The Stamford Advocate reported recently that area residents are concerned about the potential toxicity of compost obtained from the Scofieldtown recycling center in North Stamford. On-line gardening resources in lower Fairfield County have long touted the recycling center as a terrific source of unlimited free compost. The compost has been used in vegetable gardens throughout the area. According to the Advocate, the City shut down Scofieldtown Park, which is adjacent to the compost site, after tests reveals PCBs and other contaminants in the soil. City officials gave assurances with a “very high level of confidence” that the composting material contained no contamination, but without offering comfort that there “are no contaminants of any kind”. Muncipalities have a bad track record in the United States when it comes to re-using former landfill property. Facilities including public schools, public parks and low-income housing developments have experienced potential health and safety issues because they were built, often without the knowledge of town residents, on old waste dumps. This is not to suggest that Scofieldtown compost is not as pure as mother’s milk. However, until tests are performed across the entire compost area, no one will know for sure whether the area has been adversely impacted by the contaminants identified in the neighboring parcel..

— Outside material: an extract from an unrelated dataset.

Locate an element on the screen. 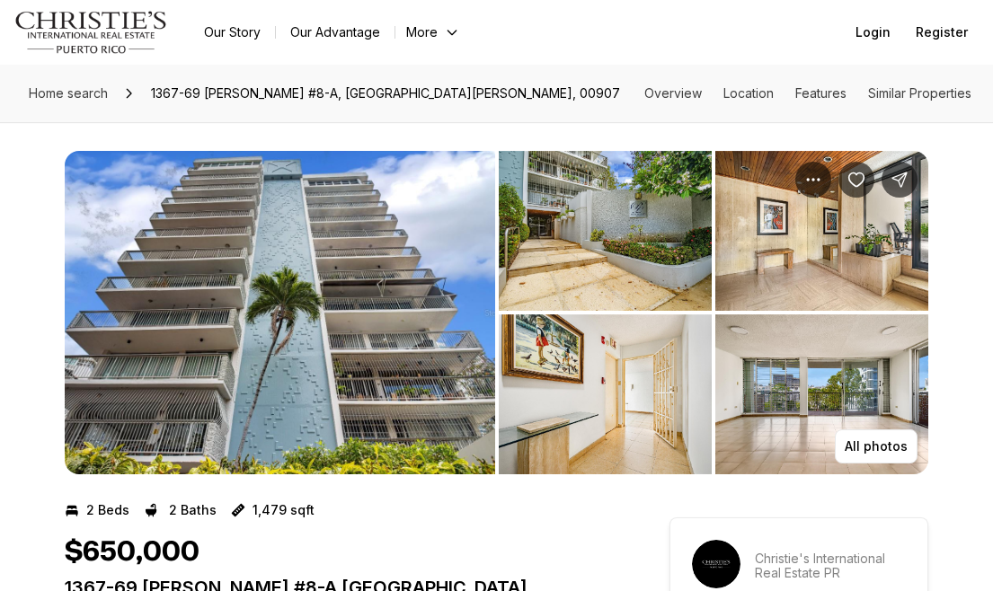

Maybe understanding the subtleties of the situation first is more important than valuing your outrage over a POTENTIAL dirty situation. I think as a homeowner one tends to float a lot of low-level outrage in general rather than calmly facing each issue as it comes along.
Comment by Joel — June 1st, 2009 @ 3:32 pm
The questions I have regarding the testing done:
1. A composite test is said to have been done using 30 samples from around the site. In the letter from Agresource, a test result for one particular sample that had a high level of something is mentioned, but no individual test results are provided, only this composite.
2. Federal limits on PCBs are at levels higher than fractions of parts per trillion. It does not seem reasonable that a composite result of 30 samples would be the correct method for identifying any PCB hot spots within the composting area, and in fact would seem to prove insufficiently sensitive if less than most/all of the samples had PCB contamination. So a good question to ask the lab would be, to what level of sensitivity can your lab detect PCBs? Using this level of sensitivity, one can guess how many of the samples MIGHT have contamination AT the maximum acceptable level and still end up with a composite sample that showed background levels of PCBs but no problem.
3. I am a gardener and I do soil tests every year. The instructions on a soil test are: if you have any area that is atypical of the other areas, test it separately. In land disturbed by typical grading operations used to create suburban landscapes, I have seen tests come back with enormous acidity difference that in a normal, undisturbed soil would be highly unusual (7.4 pH vs. 4.8 in the same yard). If a composite had been done of these two types, the soil might well appear to be a typical soil from the area, or perhaps slighly more acid than typical. The composite, for purposes of remediation, would have been meaningless.
The point is: when you do sampling, you have to know what your goal is. If your goal is to identify and remediate problems, you do not do composite samples of an entire area. The correct method of sampling would be done by a specialist in environmental hazard remediation, not by an employee of a firm with a financial interest in finding the compost clean (since it might be liable if contaminated, as it re-sells Stamford compost).
One method of remediating lead, for example, is simply to raise the pH and add lots of organic matter. Thus, if several samples had unacceptably high lead levels, the mere addition of the other organic matter samples would dilute that lead level to an acceptable level.
Legal levels of a particular contaminant appear to be separate and apart from whether those contaminants e.g. have any phytotoxic effect on plants. I found one discussion of phytotoxicity from dicamba that was at a much lower level than the legally acceptable rate ppm of dicamba in the compost.
State levels and federal levels also may be distinct. Federal level limits for lead, for example, are higher than state levels in CT.